ENVIRONMENT - POPULATION


Over-population or over production?
Australian, 10 September 1994.

Would planet Earth be any better off if the Cairo Conference on Population and Development halted human numbers at their present five and a bit billions? No; not unless that limitation became part of bigger changes. Nor would the prop0sects for our species necessarily improve if our number fell by half. The answers lie not in how many of us are born but in rather how some of us live.

Of course, family planning has advantages for mothers and children everywhere when births can be times to suit the availability of care and resources. But it is misleading to extrapolate from that benefit for individuals any impact on the welfare of our species, still less on the health of the global environment.

This view assumes that the objective behind putting limits on population is to hold down pressure on all the Earth’s recourses. However, certain advocates of population control believe that race explains the distribution of poverty among nations. For them, population control is a mask for global ethnic cleansing.

Yet the threat to our survival does not come from the masses of the poor. The 300 million in the United States comprise only 6 per cent of the world’s population, but they use more than a third of the resources consumed a year. The disappearance overnight of the wealthiest half of Americans would have more effect than the disappearance of all the peoples in mainland China.

The wackiest argument about population is that rises in the so-called standard of living make the most persuasive case for birth control. Even if the causal connection ever so straightforward, that cure is, under capitalism, as destructive as the disease.

In terms of sustainability, what will be the advantage of having only two children per family if that pair were to consume more than a dozen who had lived in poverty? Controlling population compounds the harm when it relies on higher consumption levels.

Consider the case of Japan. Between 1890 and 1990, its population rose 300 per cent to 124 million. During the past 20 years, the rate has been slowing until it is now below replacement level. But what benefit will that stagnation bring if those 124 million are driven to expand further their rate of conspicuous consumption?

Every week, the English language Nikkei Weekly publishes a column announcing new products developed by the corporations. The catalogue for the last week in August announced the following treats in department stores: Business people could buy briefcases with an insert for their cellular phones ($400); the elderly could watch television while sitting on a mode concealed in a armchair, complete with steriliser and deodoriser ($900).

But what the world has been waiting for is the cigarette lighter containing a battery-driven sweeper for spilled ash. Marketeers are putting this chrome-and-gold plated plastic emblem of capitalist civilisation within your reach for $100.

Is human life going to be more sustainable when children in Somalia can grow up expecting to charge a talking briefcase, a padded potty and a hand sized vacuum cleaner to their credit cards?

In addition, there are the big-ticket items, notably, the automobile. The post-1945 growth in car registrations has been as destructive as the rise in birth registrations. The ticking noise is not coming from inside a population bomb, but from under the bonnet.

One prime need, therefore, is to redefine standard of living as a sustainable quality of life, and no longer in terms of the quantity of commodities one can throw away.

This problem is endemic in developed economies. Japan is a pertinent example because its corporations are driving up consumer demands at the same time as its birth rate is on the way down. In rate is on the way down. In short, although Japan has achieve what the population control push is demanding from the Cairo conference, the dynamic of its economic system is at least as dangerous as a boost to the number of those consumers would be.

In-vitro fertilisation programs spotlight the conflicts between controlling the population of the poor while at the same time exciting consumer wants within richest societies. Millions of dollars help infertile couples in Australia to have babies. Colouring the argument that every woman has a right to become a biological mother are the values of a market culture that has taught us to covet our neighbours’ goods. How long before parents are being offered designer babies with the most fashionable eye colour?

Biologists might argue that increasing the numbers of one’s own species is what life is al about. Hence, any population will expand until checked by the demands of competing species. The truth is that account does not deal with the non-biological forces at work in expanding the resources used by a privileged niche within our species.

Here, we encounter a social imperative, not a biological one. The threat is not from a self-replicating gene, but thrusts out of a political economy that thrives by promoting selfishness. The logic of capitalism means that it must grow in order to survive. Such expansion to production stimulates a growth in consumption. Hence, even before the total number of consumers can be held constant, capitalism’s solution to its own survival has been to increase the volume being consumed per person.

A conference on production control would be more pertinent than one on controlling population through free-market development.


Type out the data again. Keep every line exactly the same.

***** Data for the task *****

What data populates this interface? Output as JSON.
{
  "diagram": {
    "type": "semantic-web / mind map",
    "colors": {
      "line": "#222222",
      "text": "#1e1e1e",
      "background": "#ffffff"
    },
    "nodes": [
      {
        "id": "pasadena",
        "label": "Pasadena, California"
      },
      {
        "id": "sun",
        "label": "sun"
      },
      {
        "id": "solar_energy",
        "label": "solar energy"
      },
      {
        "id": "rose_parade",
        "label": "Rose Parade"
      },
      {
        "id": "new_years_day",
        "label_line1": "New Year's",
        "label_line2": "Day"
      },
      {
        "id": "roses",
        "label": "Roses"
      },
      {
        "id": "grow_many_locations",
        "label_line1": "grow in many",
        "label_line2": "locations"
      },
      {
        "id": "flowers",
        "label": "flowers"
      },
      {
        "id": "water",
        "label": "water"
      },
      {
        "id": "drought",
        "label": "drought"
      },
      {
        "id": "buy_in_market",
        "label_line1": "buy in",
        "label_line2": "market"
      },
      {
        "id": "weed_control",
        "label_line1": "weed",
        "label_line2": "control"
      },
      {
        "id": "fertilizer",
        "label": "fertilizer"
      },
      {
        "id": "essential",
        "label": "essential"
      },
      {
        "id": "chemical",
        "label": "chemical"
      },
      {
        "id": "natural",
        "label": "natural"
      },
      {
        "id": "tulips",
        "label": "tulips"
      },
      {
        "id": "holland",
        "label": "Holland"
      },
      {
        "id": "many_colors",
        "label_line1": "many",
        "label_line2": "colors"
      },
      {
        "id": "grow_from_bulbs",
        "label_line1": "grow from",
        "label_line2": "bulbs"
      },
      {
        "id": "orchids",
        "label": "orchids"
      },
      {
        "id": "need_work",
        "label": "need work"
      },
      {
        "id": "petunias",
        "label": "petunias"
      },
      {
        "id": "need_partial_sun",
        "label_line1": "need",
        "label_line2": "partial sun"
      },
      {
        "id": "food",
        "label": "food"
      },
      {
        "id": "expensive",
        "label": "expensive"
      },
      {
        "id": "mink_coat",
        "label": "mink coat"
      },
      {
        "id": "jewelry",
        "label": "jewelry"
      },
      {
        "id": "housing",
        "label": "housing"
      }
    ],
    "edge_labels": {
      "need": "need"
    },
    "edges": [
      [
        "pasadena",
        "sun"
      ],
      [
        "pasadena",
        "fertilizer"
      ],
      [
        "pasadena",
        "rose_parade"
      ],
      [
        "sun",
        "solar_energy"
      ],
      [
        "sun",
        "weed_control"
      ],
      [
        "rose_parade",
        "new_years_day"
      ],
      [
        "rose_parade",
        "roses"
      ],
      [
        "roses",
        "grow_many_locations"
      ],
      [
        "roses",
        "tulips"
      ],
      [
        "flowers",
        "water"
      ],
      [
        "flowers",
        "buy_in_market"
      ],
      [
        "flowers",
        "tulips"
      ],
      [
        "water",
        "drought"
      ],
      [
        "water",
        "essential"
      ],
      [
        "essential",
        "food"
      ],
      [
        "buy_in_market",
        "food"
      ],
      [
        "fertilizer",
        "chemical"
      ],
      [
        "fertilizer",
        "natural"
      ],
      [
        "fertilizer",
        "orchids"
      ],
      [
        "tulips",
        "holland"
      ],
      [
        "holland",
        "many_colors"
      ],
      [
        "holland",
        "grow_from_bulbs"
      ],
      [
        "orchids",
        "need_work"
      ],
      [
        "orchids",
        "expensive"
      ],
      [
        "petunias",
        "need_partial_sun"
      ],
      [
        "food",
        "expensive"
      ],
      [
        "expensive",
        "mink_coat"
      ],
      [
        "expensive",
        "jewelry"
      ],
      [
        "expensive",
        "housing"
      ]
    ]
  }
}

*****

[Result below]:
What data populates this interface? Output as JSON.
{
  "diagram": {
    "type": "semantic-web / mind map",
    "colors": {
      "line": "#222222",
      "text": "#1e1e1e",
      "background": "#ffffff"
    },
    "nodes": [
      {
        "id": "pasadena",
        "label": "Pasadena, California"
      },
      {
        "id": "sun",
        "label": "sun"
      },
      {
        "id": "solar_energy",
        "label": "solar energy"
      },
      {
        "id": "rose_parade",
        "label": "Rose Parade"
      },
      {
        "id": "new_years_day",
        "label_line1": "New Year's",
        "label_line2": "Day"
      },
      {
        "id": "roses",
        "label": "Roses"
      },
      {
        "id": "grow_many_locations",
        "label_line1": "grow in many",
        "label_line2": "locations"
      },
      {
        "id": "flowers",
        "label": "flowers"
      },
      {
        "id": "water",
        "label": "water"
      },
      {
        "id": "drought",
        "label": "drought"
      },
      {
        "id": "buy_in_market",
        "label_line1": "buy in",
        "label_line2": "market"
      },
      {
        "id": "weed_control",
        "label_line1": "weed",
        "label_line2": "control"
      },
      {
        "id": "fertilizer",
        "label": "fertilizer"
      },
      {
        "id": "essential",
        "label": "essential"
      },
      {
        "id": "chemical",
        "label": "chemical"
      },
      {
        "id": "natural",
        "label": "natural"
      },
      {
        "id": "tulips",
        "label": "tulips"
      },
      {
        "id": "holland",
        "label": "Holland"
      },
      {
        "id": "many_colors",
        "label_line1": "many",
        "label_line2": "colors"
      },
      {
        "id": "grow_from_bulbs",
        "label_line1": "grow from",
        "label_line2": "bulbs"
      },
      {
        "id": "orchids",
        "label": "orchids"
      },
      {
        "id": "need_work",
        "label": "need work"
      },
      {
        "id": "petunias",
        "label": "petunias"
      },
      {
        "id": "need_partial_sun",
        "label_line1": "need",
        "label_line2": "partial sun"
      },
      {
        "id": "food",
        "label": "food"
      },
      {
        "id": "expensive",
        "label": "expensive"
      },
      {
        "id": "mink_coat",
        "label": "mink coat"
      },
      {
        "id": "jewelry",
        "label": "jewelry"
      },
      {
        "id": "housing",
        "label": "housing"
      }
    ],
    "edge_labels": {
      "need": "need"
    },
    "edges": [
      [
        "pasadena",
        "sun"
      ],
      [
        "pasadena",
        "fertilizer"
      ],
      [
        "pasadena",
        "rose_parade"
      ],
      [
        "sun",
        "solar_energy"
      ],
      [
        "sun",
        "weed_control"
      ],
      [
        "rose_parade",
        "new_years_day"
      ],
      [
        "rose_parade",
        "roses"
      ],
      [
        "roses",
        "grow_many_locations"
      ],
      [
        "roses",
        "tulips"
      ],
      [
        "flowers",
        "water"
      ],
      [
        "flowers",
        "buy_in_market"
      ],
      [
        "flowers",
        "tulips"
      ],
      [
        "water",
        "drought"
      ],
      [
        "water",
        "essential"
      ],
      [
        "essential",
        "food"
      ],
      [
        "buy_in_market",
        "food"
      ],
      [
        "fertilizer",
        "chemical"
      ],
      [
        "fertilizer",
        "natural"
      ],
      [
        "fertilizer",
        "orchids"
      ],
      [
        "tulips",
        "holland"
      ],
      [
        "holland",
        "many_colors"
      ],
      [
        "holland",
        "grow_from_bulbs"
      ],
      [
        "orchids",
        "need_work"
      ],
      [
        "orchids",
        "expensive"
      ],
      [
        "petunias",
        "need_partial_sun"
      ],
      [
        "food",
        "expensive"
      ],
      [
        "expensive",
        "mink_coat"
      ],
      [
        "expensive",
        "jewelry"
      ],
      [
        "expensive",
        "housing"
      ]
    ]
  }
}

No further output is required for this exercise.